In 2001, the Taiwan Ministry of Education (TMOE) inaugurated a new k-9 curriculum. At the core of this curriculum are ten key competencies that we wish all children to possess. Inquiry and research, one of the ten key competencies, is quite foreign to most school teachers in Taiwan. In 2010, the TMOE inaugurated another k10-12 curriculum for vocational education. Project study is the core of the school based curriculum and through this course we hope students be able to transmit knowledge from school to work. Even project practice taught at undergraduate level, collaborative learning and learner centered teaching strategy are the important issue in a project small group at all educational level.

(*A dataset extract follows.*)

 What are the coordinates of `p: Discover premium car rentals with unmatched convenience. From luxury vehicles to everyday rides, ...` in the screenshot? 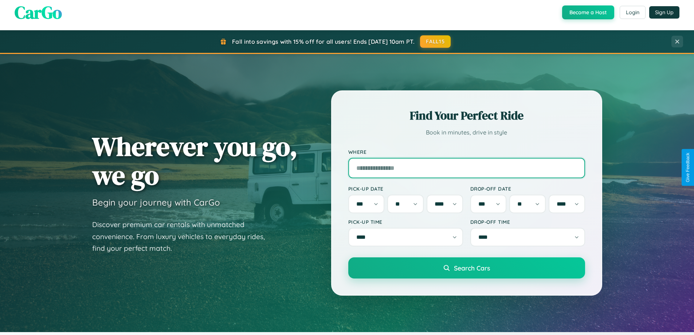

Designing learning activities for online courses on “Research Methodology” usually involves tools to enable group discussions. Such learning activities emphasize openness, dialogue, and consensus building through the exchange of ideas. Within the talking-listening space afforded by a learning activity, the perception of intersubjectivity that helps individuals to understand self and others’ intention and to develop shared knowledge should be investigated. In this study, we focus on intentionality as the ontology of source of knowledge among members in such a community of knowledge-building (Bereiter, Scardamalia, Cassells, & Hewitt, 1997; Biggs, 1992; Gan & Zhu, 2007; Koschmann, 1996; Nonaka & Konno, 1998; Scardamalia & Bereiter, 1996b; Stahl, Koschmann, & Suthers, 2006; Weinberger, Reiserer, Ertl, Fischer, & Mandl, 2005).

Increasingly, studies on computer-supported collaborative learning (CSCL) are moving away from meaning-making through the use of reading and writing strategies toward perception of intersubjectivity as a dynamic process of polyphony. Polyphony is a complex phenomenon that goes beyond talking-listening and giving-taking. Educators arrange pre-planned activities to improve the efficiency of knowledge telling, such as video presentations, issue follow-up, problem formulation, project planning, referring to literature, critiquing scientific writing, knowledge sharing, and giving/modifying commentary. These activities enhance learners’ productive writing by promoting self-understanding, deeper learning, self-reflection, and feedback evaluation. Compared to the traditional approach, these activities are more effective for helping learners achieve higher academic performance, accomplish in-depth problem analysis, gain self-confidence, and acquire better reading comprehension (Scardamalia, Bereiter, & Steinbach, 1984; Scardamalia, Bereiter, McLean, Swallow, & Woodruff, 1989; Scardamalia, Bereiter, Brett, Burtis, Calhoun, & Smith, 1992; Scardamalia, Bereiter, & Lamon, 1994; Scardamalia & Bereiter, 1991, 1996a, 1996b).

Unfortunately, studies on CSCL have not been successful to disclose knowledge convergence in group process. The evaluation methods used to analyze CSCL in the past decade have met with new roadblocks. First, although effect studies with pre- and post-tests determine variances and learners’ changed cognition, they do not reveal the group’s shared cognition (Stahl, Koschmann, & Suthers, 2006; Dillenbourg, Baker, Blaye, & O'Malley, 1996). Second, reciprocal teaching studies employing discourse analysis to classify self-explanation and self-other explanation attempt to investigate the degree of improved learning outcome; however, no manifest relationship between talkers’ performance and listeners’ elaborate explanation has been observed. The only relation we can establish is that talkers’ performance is related to talkers’ elaborated explanation. Such studies do not wholly or partially explain how group members connect with each other’s ideas and thinking. In this study, we aim to track group process and arrange dialogue to enhance subjectivity and intersubjectivity within a small group.